Tracking Progress
Cairnholm gives you several ways to see how your movement habit is building over time — from a quick year-to-date summary to a full year of training in a heatmap.
Year-to-date stats
The Home tab shows four headline numbers for the current year:
- Total workouts — every activity you've logged
- Total time — hours and minutes combined across all sessions
- Total distance — miles logged across runs, swims, and rides
- Completion rate — percentage of your logged workouts marked as fully completed
These update as soon as you log or edit an activity.
List tab — your full history
The List tab shows every workout you've logged, loaded from the server with pagination (20 per page). You can filter, search, and sort:
- Filter by type — see only Runs, only Strength sessions, only Swimming, etc., or view all
- Search — filter by keywords in your workout entries
- Sort by — newest first, oldest first, or longest duration first
Each entry shows the date, type, duration, difficulty, and any distance. Tap to open the full detail view. Page forward and back through your history using the controls below the list.
Stats tab
The Stats tab is where your accumulated training data becomes readable. It's split into several sections.
My Stats — per activity type
Select an activity type at the top of the Stats tab to view type-specific breakdowns:
- Last 4 Weeks — workout count and total time for the recent period
- Best Efforts (running) — estimated best pace at standard race distances (400m, 1 mile, 5K, 10K, half marathon, marathon), calculated from your actual run logs
- Lift Records (strength) — your best set for each exercise you've logged with weight: highest weight, sets × reps it was achieved at, and the date
Both Best Efforts and Lift Records update automatically when you log a new session — you don't enter these manually.
Activity Trends
A 12-month chart showing how your training volume has shifted over time across all activity types. Controls:
- Metric toggle — switch between Time (hours) and Distance (miles)
- Grouping toggle — switch between weekly and monthly view
The chart covers everything: runs, swims, strength sessions, cycling, and more. A full year of training, compressed into something readable in seconds.
Training History heatmap
The heatmap covers 12 months of training in a single glance. Each cell represents a day:
- Color — reflects the top workout difficulty for that day
- Icon — small icon shows the dominant activity type for that day
- Past rest days — subtle fill so gaps are visible
- Future days — near-invisible, visually distinct from past gaps
- Today — highlighted with a ring so you always know where you are in the year
- Month labels — appear above the grid to orient weeks in calendar context
Hover or tap any cell for a tooltip showing the date, session count, and top difficulty. Rest days show "Rest day". Future days show just the date.
After a few months of consistent logging, the heatmap starts to look like a record — consecutive training days, gaps from travel or illness, weeks building toward a goal.
Body Metrics
Height, weight, age, and unit system live at the bottom of the Stats tab — where they're relevant to your training data. Keeping these current keeps Best Efforts calculations accurate.
Common questions
My completion rate is low — is that bad? Not necessarily. If you mostly log sessions after completing them, your rate will be high. If you use the scheduling feature to plan ahead and then not always follow through, the rate reflects that gap. Use it as a signal, not a score.
Does distance track automatically? No. You enter distance manually when logging a Run, Swimming, or Cycling session. Pace calculates automatically for runs once you've entered both duration and distance.
How are Best Efforts calculated? Cairnholm estimates your best pace at each standard race distance from your actual logged runs. You don't need to have run a race — if your run logs contain enough data, the system estimates your capability at each distance.
How do Lift Records work? Lift Records scan every strength session you've logged and find the highest weight for each named exercise, along with the sets, reps, and date. They update automatically after you log or edit a strength workout.
Can I filter the Activity Trends chart to a specific type? The Activity Trends chart currently shows all activity types combined. Use the type selector in the My Stats section for per-type breakdowns.
Where do I see how my workouts relate to my mood? Your logged workouts appear alongside mood entries in daily views. For deeper analysis, use the AI chat — it has context on both your activity and mood history and can speak to patterns across the two.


Where the word "Manager" shows up in a line below, that line is counted. State how many lines are counted, without any other words.

(Beginning of DATA EXTRACTS)

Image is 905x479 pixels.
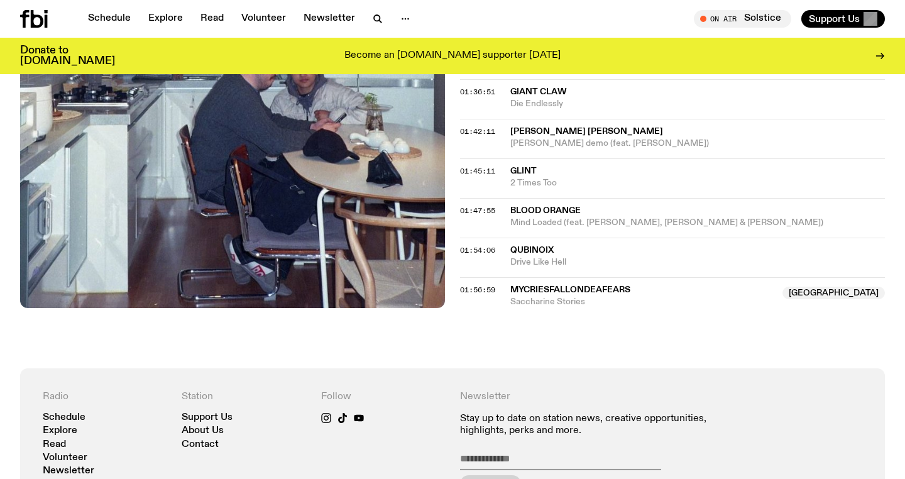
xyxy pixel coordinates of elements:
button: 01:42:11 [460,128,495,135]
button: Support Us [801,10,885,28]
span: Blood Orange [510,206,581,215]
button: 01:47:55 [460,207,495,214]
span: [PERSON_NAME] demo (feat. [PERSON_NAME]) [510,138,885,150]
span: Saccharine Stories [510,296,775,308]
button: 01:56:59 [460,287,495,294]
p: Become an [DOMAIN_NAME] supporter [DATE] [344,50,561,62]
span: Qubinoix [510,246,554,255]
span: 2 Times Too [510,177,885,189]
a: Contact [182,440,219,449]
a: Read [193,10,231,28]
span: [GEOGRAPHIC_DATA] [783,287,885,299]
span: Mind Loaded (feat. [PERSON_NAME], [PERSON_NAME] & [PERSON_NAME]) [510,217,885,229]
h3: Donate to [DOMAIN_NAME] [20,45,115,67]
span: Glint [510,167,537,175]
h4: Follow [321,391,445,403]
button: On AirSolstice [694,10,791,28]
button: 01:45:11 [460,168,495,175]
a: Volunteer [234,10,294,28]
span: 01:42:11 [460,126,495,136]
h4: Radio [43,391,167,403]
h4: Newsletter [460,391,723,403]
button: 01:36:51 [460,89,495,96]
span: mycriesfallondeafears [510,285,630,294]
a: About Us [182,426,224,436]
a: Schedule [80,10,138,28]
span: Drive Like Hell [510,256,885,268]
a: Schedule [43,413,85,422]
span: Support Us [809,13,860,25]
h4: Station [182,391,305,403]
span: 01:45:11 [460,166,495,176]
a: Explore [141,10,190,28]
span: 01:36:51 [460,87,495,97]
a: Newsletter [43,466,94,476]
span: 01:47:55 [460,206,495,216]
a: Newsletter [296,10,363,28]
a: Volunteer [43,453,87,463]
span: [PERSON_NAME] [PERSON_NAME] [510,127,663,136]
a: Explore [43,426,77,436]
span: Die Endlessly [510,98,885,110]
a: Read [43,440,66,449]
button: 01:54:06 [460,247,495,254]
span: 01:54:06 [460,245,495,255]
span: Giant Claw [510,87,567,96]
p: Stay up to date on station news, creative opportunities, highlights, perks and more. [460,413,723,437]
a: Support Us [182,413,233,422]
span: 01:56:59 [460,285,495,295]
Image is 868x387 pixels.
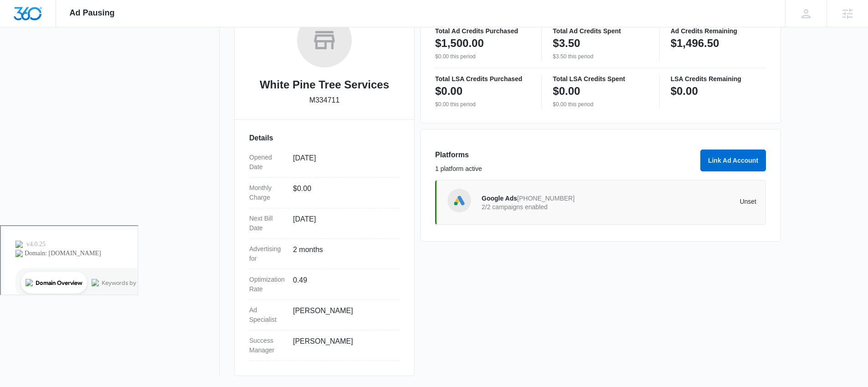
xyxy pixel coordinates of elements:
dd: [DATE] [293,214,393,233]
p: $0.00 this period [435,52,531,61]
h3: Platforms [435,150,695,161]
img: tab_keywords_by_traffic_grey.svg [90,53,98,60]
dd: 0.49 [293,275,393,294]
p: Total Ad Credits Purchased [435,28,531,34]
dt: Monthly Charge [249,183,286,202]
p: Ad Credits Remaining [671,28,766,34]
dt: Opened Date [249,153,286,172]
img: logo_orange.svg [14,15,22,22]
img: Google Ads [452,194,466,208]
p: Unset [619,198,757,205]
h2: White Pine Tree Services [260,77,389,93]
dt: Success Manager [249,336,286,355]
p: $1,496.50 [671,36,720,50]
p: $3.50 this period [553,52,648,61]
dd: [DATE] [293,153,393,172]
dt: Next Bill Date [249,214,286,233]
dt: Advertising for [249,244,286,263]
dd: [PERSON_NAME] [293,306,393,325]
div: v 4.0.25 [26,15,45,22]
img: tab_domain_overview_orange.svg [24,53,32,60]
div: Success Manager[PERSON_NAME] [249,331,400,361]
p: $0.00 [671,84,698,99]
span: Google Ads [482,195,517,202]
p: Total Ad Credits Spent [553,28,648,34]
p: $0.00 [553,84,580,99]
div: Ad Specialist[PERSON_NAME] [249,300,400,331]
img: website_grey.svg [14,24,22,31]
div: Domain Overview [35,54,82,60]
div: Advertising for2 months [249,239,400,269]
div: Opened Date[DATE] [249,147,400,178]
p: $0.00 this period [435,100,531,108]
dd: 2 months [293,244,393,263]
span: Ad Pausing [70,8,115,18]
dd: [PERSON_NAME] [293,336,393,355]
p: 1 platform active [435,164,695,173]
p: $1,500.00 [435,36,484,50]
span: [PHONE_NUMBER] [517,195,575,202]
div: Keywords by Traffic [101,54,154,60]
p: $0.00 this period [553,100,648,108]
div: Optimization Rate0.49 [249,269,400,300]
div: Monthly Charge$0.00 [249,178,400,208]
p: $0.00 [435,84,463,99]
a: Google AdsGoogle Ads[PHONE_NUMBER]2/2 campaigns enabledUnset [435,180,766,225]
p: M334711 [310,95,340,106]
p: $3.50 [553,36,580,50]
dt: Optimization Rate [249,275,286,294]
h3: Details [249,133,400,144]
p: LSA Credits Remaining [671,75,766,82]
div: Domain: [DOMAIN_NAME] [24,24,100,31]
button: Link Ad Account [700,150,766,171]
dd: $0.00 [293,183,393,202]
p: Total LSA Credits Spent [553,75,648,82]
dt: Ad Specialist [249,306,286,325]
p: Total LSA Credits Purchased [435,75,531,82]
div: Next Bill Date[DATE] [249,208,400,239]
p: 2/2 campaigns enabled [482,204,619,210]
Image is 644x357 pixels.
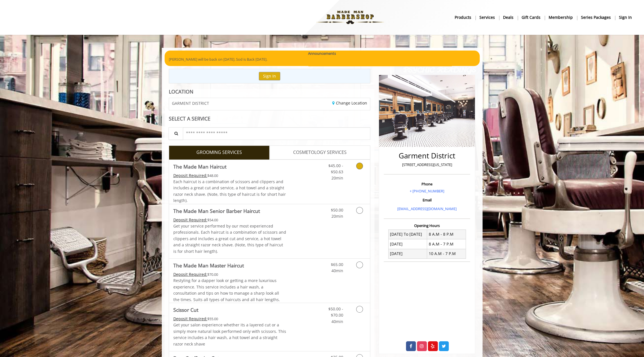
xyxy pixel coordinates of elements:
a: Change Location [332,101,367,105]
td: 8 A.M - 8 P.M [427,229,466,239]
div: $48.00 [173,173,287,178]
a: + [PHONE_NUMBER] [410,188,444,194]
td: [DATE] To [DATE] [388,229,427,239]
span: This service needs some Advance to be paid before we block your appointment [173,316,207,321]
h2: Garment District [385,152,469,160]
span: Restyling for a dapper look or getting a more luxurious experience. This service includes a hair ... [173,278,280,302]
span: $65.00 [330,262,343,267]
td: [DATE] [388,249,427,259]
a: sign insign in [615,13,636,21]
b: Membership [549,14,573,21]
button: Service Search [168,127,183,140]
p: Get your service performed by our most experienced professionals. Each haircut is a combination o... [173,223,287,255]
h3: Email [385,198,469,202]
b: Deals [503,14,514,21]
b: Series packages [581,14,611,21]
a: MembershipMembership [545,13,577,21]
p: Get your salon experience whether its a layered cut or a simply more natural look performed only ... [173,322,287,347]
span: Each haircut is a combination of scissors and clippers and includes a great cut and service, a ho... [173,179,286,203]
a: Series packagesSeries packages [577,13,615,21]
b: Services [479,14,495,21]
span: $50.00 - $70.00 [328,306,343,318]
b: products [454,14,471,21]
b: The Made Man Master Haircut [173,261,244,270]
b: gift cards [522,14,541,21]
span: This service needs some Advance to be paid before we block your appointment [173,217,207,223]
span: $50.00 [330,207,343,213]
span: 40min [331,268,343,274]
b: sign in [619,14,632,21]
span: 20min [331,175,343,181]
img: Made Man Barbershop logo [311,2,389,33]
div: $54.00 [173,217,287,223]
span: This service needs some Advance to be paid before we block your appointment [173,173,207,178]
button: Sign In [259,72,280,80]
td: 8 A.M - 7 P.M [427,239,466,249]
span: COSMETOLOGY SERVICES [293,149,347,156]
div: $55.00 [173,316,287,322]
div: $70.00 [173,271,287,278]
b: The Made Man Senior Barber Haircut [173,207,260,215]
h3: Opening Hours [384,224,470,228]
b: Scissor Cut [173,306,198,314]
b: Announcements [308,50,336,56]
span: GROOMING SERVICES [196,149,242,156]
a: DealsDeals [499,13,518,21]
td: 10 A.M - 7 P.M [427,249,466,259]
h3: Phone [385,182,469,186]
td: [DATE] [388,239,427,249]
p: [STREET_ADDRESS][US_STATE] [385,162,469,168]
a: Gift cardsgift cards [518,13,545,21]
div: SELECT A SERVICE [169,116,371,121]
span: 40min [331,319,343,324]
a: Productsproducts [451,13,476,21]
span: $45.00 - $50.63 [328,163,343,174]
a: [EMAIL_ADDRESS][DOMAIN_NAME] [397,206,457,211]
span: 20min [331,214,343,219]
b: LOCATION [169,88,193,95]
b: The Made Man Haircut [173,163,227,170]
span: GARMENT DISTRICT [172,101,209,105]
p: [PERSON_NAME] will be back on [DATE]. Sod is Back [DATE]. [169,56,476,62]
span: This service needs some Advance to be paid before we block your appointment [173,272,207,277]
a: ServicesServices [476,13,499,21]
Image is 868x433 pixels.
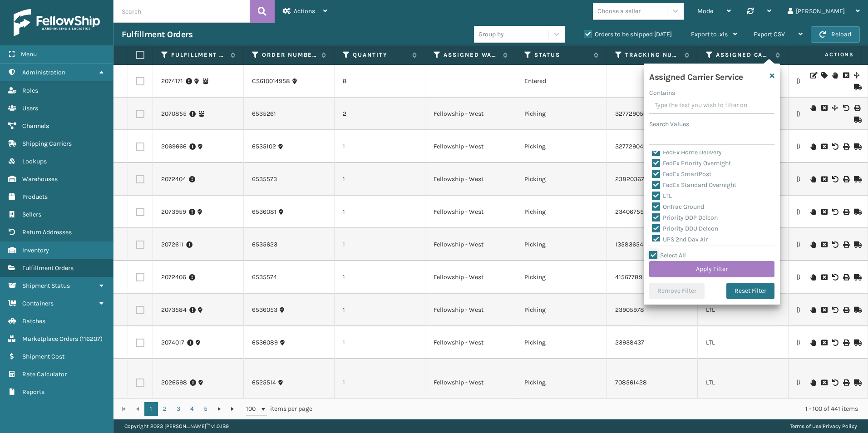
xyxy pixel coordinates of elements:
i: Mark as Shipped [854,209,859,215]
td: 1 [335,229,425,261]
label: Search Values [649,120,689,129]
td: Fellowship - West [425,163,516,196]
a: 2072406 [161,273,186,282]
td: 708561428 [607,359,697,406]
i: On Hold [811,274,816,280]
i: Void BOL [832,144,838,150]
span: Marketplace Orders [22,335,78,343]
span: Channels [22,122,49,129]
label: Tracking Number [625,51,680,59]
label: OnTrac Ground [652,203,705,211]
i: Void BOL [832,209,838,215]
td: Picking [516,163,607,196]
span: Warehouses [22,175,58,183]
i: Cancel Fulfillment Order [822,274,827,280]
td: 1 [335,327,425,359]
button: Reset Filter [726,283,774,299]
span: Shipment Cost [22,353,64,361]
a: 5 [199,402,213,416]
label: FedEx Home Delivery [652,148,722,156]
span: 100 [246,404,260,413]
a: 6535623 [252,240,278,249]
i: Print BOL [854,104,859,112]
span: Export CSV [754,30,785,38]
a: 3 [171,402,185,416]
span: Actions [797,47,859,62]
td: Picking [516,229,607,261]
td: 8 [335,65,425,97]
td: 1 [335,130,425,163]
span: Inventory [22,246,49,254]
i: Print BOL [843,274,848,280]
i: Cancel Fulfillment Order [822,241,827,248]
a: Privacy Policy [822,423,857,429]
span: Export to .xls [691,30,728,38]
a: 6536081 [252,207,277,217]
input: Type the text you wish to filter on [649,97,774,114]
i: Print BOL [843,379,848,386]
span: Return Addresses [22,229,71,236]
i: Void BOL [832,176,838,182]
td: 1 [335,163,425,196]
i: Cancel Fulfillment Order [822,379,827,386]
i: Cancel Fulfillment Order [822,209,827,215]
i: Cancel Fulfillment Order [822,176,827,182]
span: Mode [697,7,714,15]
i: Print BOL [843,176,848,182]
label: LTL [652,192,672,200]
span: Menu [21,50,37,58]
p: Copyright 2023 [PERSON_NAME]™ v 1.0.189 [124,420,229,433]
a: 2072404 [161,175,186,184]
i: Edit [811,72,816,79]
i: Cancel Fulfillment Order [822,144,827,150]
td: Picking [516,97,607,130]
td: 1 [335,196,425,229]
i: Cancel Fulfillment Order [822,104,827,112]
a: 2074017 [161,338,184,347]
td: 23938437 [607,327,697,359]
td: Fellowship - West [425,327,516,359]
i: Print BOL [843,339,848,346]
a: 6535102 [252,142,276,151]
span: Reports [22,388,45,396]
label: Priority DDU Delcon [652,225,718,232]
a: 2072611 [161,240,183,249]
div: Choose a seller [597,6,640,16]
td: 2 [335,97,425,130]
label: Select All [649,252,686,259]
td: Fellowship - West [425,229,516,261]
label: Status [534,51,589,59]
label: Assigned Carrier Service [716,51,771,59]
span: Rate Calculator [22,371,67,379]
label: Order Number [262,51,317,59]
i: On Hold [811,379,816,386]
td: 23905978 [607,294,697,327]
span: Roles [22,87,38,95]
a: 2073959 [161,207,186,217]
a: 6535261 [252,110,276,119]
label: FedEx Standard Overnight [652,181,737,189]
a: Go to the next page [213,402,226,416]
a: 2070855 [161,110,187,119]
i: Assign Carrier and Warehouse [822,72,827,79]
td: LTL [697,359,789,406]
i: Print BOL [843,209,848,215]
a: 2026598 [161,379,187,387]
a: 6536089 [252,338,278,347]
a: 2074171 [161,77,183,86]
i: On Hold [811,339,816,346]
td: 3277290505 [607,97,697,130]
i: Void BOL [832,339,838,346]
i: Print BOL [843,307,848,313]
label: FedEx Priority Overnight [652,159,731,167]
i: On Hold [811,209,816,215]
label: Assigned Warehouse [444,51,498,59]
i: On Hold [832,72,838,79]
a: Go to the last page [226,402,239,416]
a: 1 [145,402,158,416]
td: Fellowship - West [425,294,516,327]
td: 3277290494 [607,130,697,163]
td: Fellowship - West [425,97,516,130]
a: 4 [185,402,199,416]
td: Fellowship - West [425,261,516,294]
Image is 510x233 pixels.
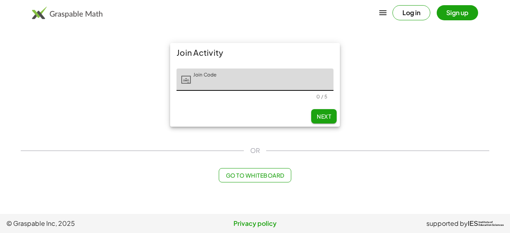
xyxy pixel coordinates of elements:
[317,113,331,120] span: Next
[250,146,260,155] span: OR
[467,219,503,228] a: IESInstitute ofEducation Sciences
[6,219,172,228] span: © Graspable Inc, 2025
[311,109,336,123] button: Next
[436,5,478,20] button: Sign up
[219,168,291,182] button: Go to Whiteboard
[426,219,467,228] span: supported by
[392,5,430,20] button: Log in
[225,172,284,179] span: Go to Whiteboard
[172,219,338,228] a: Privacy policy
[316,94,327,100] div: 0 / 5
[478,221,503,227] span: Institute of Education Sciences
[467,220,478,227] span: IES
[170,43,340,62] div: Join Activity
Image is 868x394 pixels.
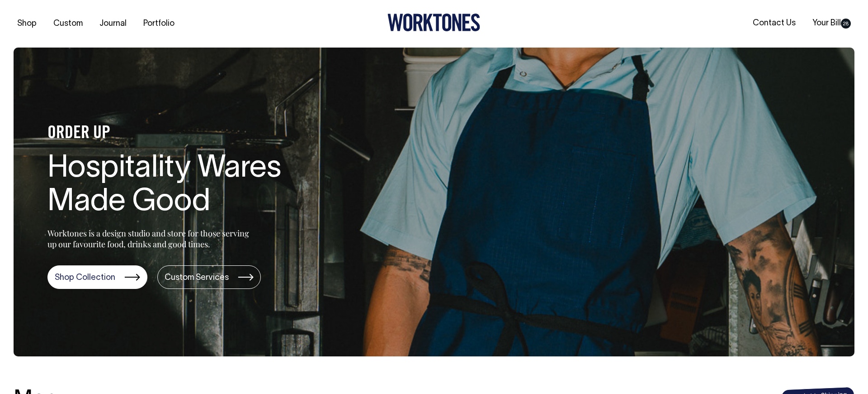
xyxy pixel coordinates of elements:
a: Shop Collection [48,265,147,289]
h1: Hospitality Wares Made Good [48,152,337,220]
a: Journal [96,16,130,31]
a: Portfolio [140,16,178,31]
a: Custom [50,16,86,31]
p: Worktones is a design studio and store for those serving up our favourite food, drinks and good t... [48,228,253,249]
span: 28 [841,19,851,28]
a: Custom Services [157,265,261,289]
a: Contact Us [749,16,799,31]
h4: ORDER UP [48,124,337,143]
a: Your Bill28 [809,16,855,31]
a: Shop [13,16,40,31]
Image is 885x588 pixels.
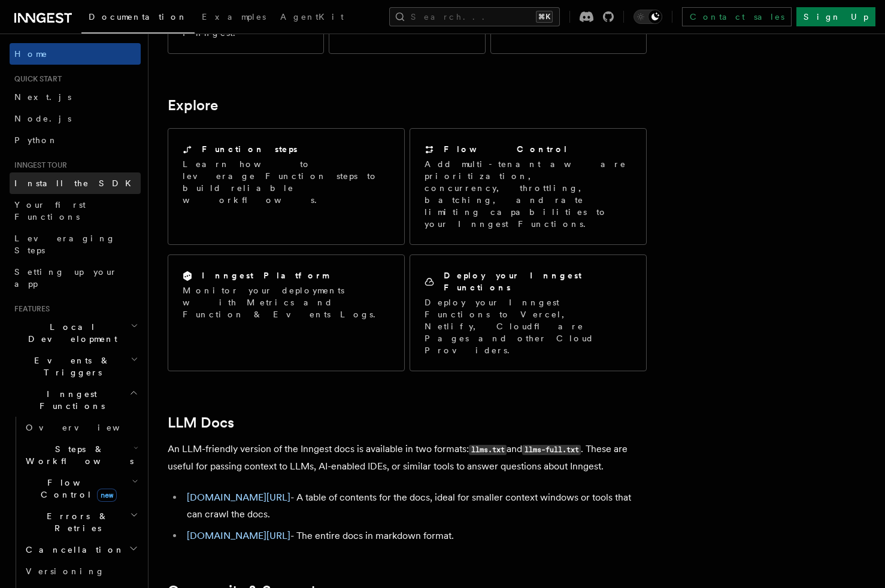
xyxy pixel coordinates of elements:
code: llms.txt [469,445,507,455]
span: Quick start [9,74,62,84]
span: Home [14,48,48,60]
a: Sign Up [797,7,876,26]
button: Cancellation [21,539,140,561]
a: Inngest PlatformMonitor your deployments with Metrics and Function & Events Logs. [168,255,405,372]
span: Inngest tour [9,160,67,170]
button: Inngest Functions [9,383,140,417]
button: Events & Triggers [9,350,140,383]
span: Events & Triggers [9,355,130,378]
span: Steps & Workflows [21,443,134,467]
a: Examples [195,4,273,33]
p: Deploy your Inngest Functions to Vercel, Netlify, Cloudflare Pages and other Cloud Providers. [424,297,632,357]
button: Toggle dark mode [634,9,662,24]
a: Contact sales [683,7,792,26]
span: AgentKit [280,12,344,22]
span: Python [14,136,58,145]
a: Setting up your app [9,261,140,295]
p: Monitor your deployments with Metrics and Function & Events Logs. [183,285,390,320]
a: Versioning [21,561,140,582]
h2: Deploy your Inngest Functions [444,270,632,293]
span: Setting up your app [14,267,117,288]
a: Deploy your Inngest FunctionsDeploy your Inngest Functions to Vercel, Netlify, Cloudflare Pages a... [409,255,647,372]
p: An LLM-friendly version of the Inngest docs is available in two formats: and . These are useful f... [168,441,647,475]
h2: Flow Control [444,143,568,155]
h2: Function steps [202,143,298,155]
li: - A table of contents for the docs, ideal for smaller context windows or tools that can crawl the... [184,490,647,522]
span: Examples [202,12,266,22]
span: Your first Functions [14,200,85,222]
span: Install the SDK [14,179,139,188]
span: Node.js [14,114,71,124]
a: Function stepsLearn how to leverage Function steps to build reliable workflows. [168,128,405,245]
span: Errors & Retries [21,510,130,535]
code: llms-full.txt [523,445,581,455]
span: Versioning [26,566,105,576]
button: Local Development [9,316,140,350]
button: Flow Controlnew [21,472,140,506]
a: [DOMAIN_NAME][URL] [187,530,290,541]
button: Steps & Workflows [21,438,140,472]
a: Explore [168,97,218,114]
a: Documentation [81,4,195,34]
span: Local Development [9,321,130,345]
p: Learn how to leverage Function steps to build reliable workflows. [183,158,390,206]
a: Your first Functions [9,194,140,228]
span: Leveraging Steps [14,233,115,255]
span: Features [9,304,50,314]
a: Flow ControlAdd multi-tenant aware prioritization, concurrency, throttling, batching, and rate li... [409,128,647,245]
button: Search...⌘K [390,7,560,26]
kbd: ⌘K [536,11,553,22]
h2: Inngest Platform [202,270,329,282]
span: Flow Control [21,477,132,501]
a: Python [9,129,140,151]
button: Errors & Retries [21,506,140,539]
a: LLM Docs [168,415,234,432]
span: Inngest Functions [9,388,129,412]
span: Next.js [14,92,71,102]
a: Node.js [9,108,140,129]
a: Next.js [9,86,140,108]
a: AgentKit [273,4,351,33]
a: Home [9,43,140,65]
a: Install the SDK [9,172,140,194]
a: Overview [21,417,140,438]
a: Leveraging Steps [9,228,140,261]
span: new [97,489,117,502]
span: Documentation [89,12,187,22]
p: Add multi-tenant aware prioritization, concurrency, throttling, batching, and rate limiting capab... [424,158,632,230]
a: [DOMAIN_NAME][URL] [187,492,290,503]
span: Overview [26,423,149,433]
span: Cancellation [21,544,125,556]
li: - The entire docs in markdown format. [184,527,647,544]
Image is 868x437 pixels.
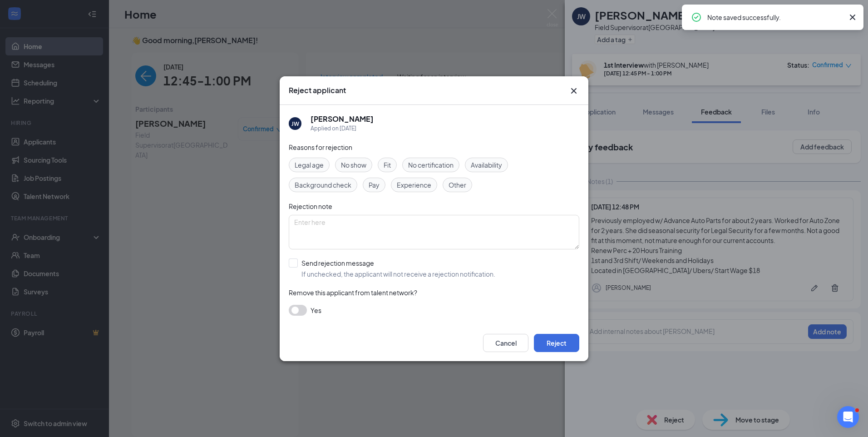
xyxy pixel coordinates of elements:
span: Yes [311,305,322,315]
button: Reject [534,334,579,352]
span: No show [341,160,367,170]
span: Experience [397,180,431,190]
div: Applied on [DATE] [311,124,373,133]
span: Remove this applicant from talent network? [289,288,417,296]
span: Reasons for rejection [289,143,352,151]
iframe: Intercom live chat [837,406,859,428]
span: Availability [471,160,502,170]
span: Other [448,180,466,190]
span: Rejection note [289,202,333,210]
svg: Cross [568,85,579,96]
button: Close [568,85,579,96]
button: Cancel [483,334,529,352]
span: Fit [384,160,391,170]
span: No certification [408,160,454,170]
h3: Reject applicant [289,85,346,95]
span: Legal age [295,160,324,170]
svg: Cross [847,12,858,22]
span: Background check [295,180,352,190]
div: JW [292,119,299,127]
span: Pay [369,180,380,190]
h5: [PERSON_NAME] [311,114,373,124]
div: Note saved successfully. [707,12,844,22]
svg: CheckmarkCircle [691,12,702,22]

(End of DATA EXTRACTS)

» COMPLETED EXERCISE
2